The story was the fruit of a year's work by an AP special-assignment team: Martha Mendoza, Sang Hun Choe, Charles Hanley and investigative researcher Randy Herschaft. Choe, a Korean AP reporter, broke a story in April 1998 about a group of Koreans who'd survived the massacre and had attempted to make claims against both the U.S. military and the government of South Korea. Their claims were ultimately rebuffed, with the Korean courts saying the statute of limitations had expired and the U.S. Army saying it never had happened: We weren't even there.
"So the special assignment team was asked, find out if we were there," Mendoza recalls. "Go to the National Archives and find out if we were there.
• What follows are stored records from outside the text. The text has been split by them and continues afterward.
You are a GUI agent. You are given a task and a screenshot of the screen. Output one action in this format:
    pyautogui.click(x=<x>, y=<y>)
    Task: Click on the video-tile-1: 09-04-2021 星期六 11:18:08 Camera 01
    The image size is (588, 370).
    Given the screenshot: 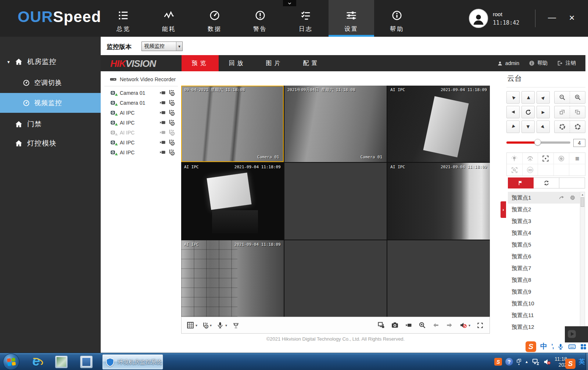 What is the action you would take?
    pyautogui.click(x=232, y=124)
    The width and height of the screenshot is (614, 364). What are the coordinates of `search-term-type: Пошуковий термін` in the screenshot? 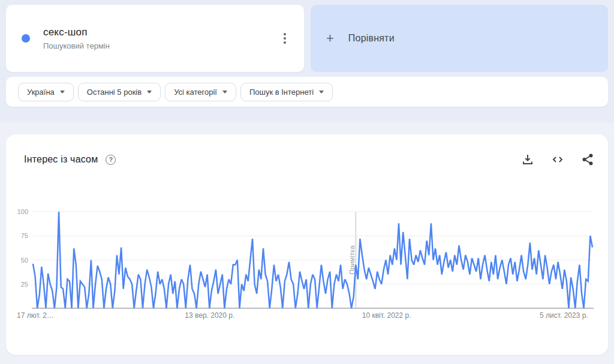 It's located at (159, 46).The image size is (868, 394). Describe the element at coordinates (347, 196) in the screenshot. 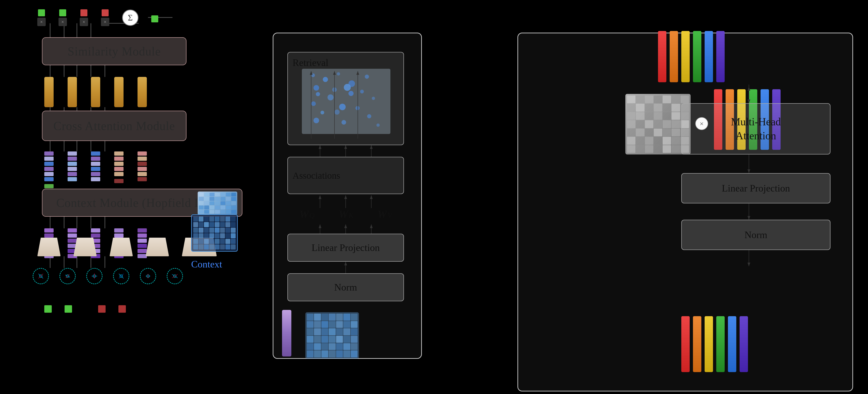

I see `middle-outer-box: Retrieval` at that location. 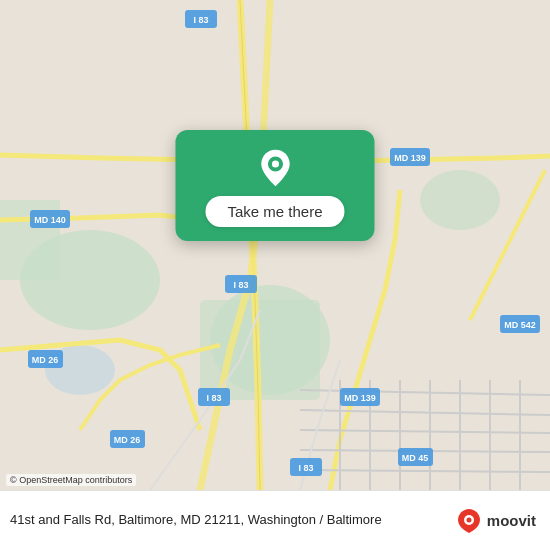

That should be a relatively simple check. So we went to the National Archives and found not only were we there but there were these orders to fire on civilians, [and to] use discretion with women and children."
They figured they had a story.
Finding the rest of the records was not so easy, though. The Korean conflict is often called "The Forgotten War." From the way the military has kept its accounts of it, they would like to forget it as well. Digging through a jumble of source material, the team kept finding references to the massacre -- but no clear account of what had happened and why. (The survivors claimed the U.S. soldiers were simply convinced that all the Koreans were insurgents and killing them all was their only recourse.) It was the early days of the conflict, the troops on the scene were either very green or burned-out survivors World War II. That and a lack of knowledge of the Koreans -- the people themselves, the very meaning of the conflict -- made the atmosphere ripe for disaster.